I waiting a moment continued for quite sometime, and the tide receded till eventually only the crab holes were exposed in the mud.  Waiting a moment, like in a lobby bar in a far off oriental hotel.

“How do you like the Island ?” I asked.

She looked around and then back and laughed…

“Just like an inverted martini,

kept cool by a woolen scarf and beanie”

I thought maybe she was crazy, standing out here all alone, well almost all alone, and then whatever she said came in laughter and rhymes.

Down lower goes the light, falling behind the isle, but we still stand waiting, looking for crabs or something, she doesn’t say…  Or crawling things with neon eyes and skittering sideways with lots of legs and darting minds.

“So what then are you looking for ? ” I asked quietly.

“Do you really want a pen ?” She asked me back, then said.

‘dropped my earring in the tide in the light

waiting one moment ’til time is right

when the tide runs out, it will be muddy and new

gleaming in the moonlight

a single pearl

yes, altering your view’

Estuary Island
Estuary Island :Photo by permission – Jeanmarie Shelton

Brittle Cold Metal Spire

The photograph crackled when i looked at it the second time. The first glance was fine.  I had printed a heap of them, only to find this one of a tree with a blank grey Northern sky of late winter. I’m sure the photo was fine, but then a great metal crack appeared zooming through it. Like it couldn’t restrain itself. It just had to be. Life is so like that at times, everything seems fine and then an irreversible crackle sounds suddenly and you struggle to mend the cold enormity of it and maybe even pretend it is not there.  But it is, real and larger than the tree you so carefully cultivated for years.  You see that evident sometimes, divorced people tear their brittle life photo memories apart, or fold then in half and keep their ex facing the hardboard of the picture frame, while they cheerfully look out into the room from a scene from way back. Perhaps the folding types want to keep the ex there, just in case – perhaps they can mend the whole thing somehow.  Hope to mend the love that was, now lost in an instant.

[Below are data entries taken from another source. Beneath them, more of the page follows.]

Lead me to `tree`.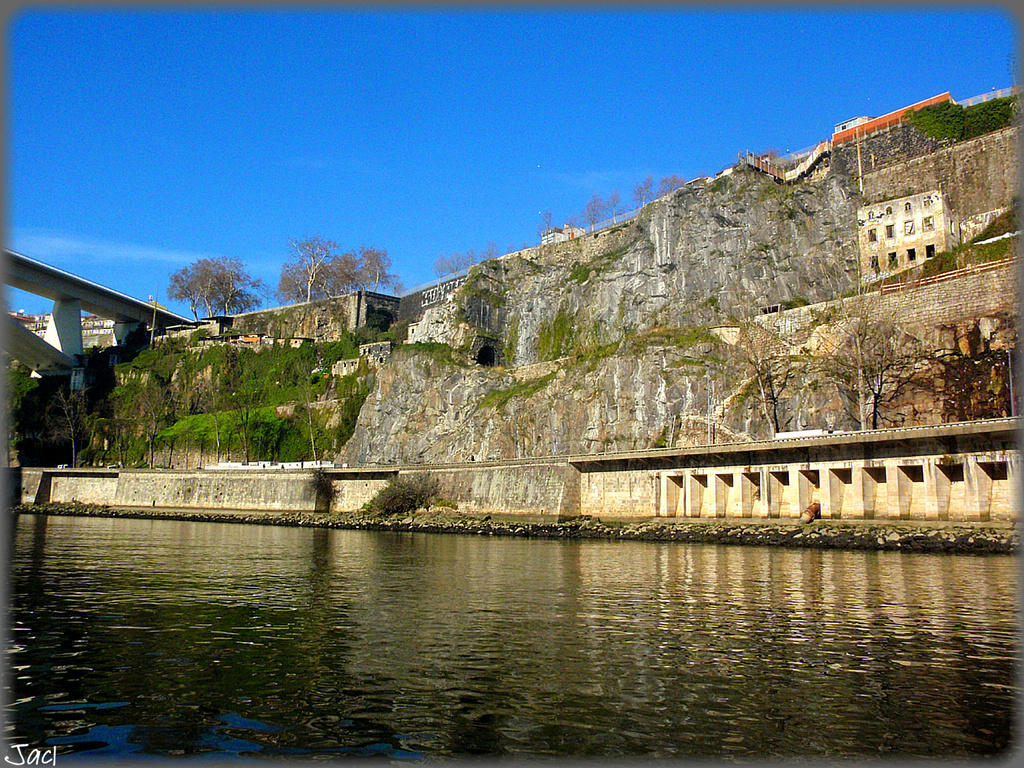
Lead to [708,299,793,439].
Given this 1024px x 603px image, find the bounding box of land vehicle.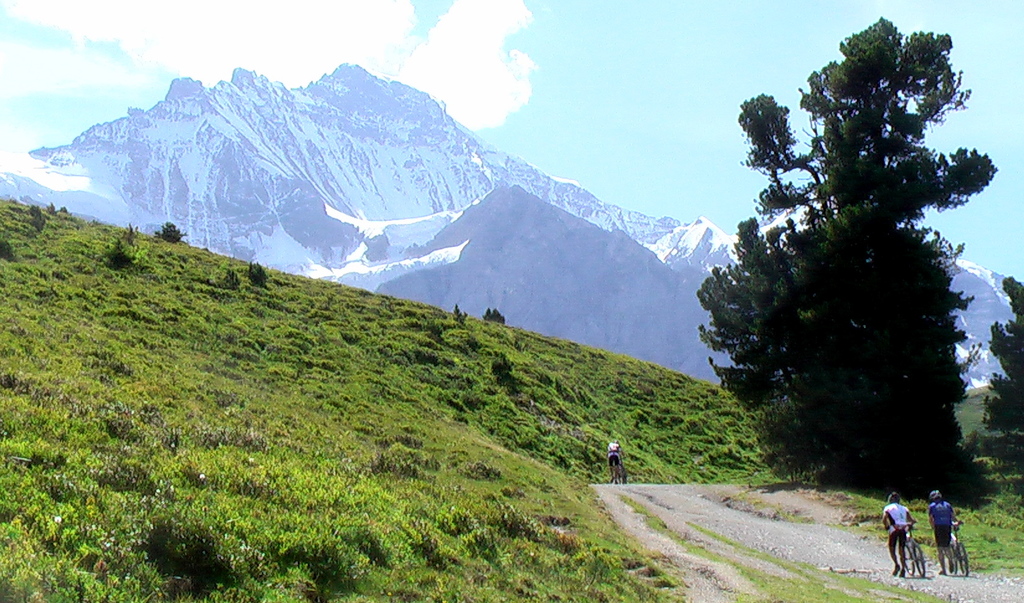
(608, 456, 628, 483).
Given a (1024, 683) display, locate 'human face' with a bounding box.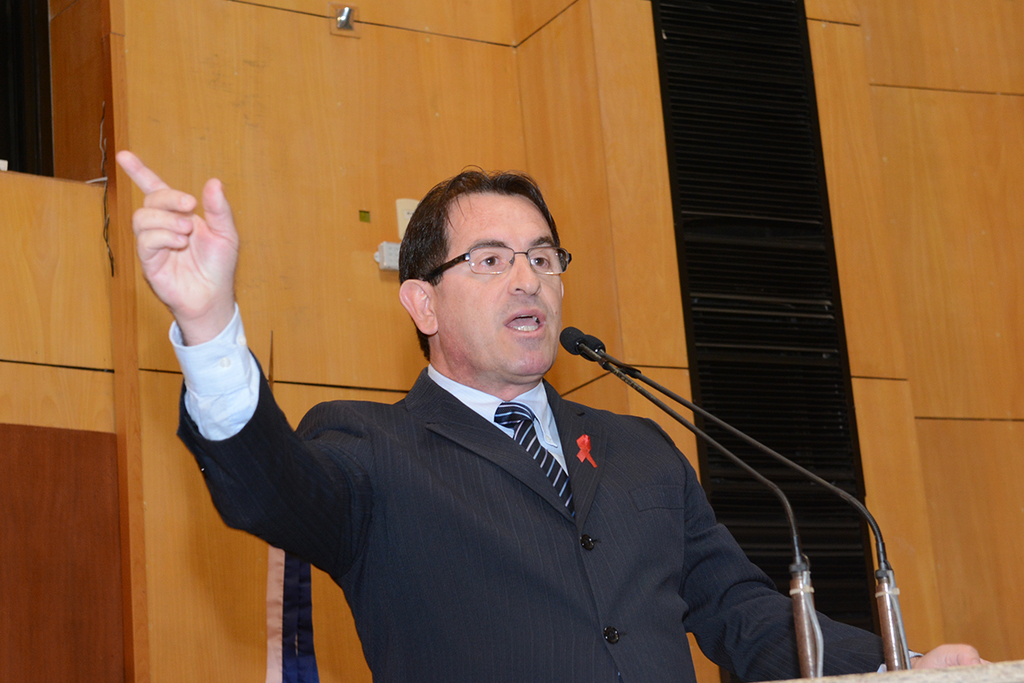
Located: [436,186,564,379].
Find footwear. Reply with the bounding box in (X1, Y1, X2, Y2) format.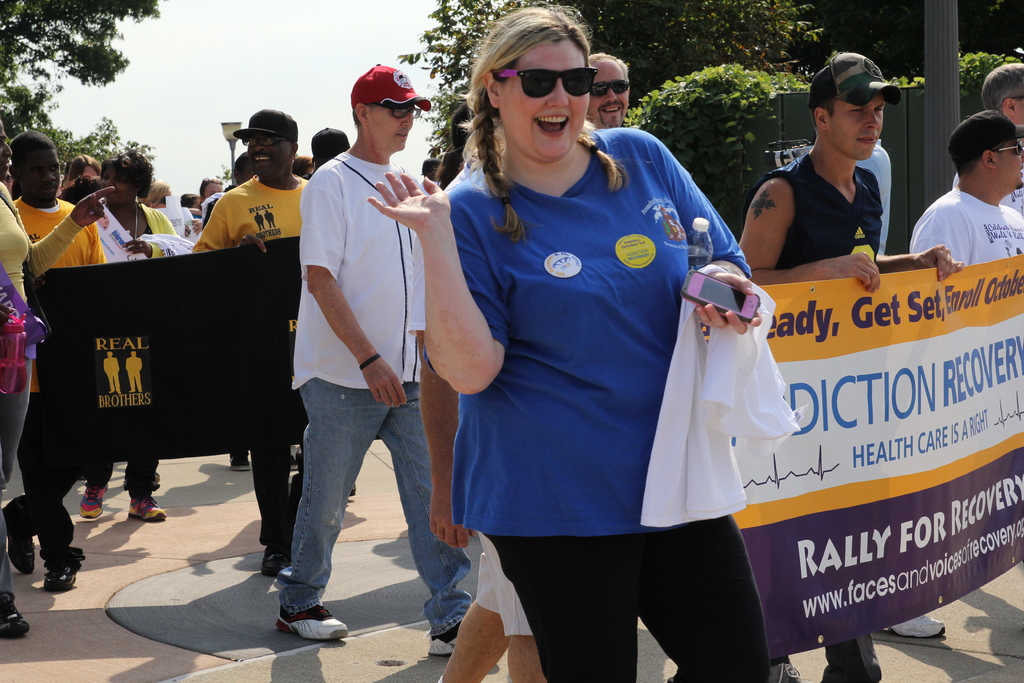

Still the crack itself is not a gap, it’s a thing dividing the brittleness of the scene.  I went back there, to the park with the tree in it.  And yes, i felt i had to go an touch the metal of the tear in the air, spiking up like lightning in reverse.  It was cold and heavy with condensation to touch and I felt no calm with its seemingly infinite jagged height. Made of hardened stainless steel and welded together, it’s permanency in the face of future storms looked assured. The rent in the photo had turned into a real thing.  A spire of substance, permanence and worth.

Still there is hope and a faith in mending. Love is something which can be rebuilt and mended. There is still time to take another photo of the tree. Just the tree this time, steady in focus with my back leaning on the cold of the spire. And so the new photo shall not crack.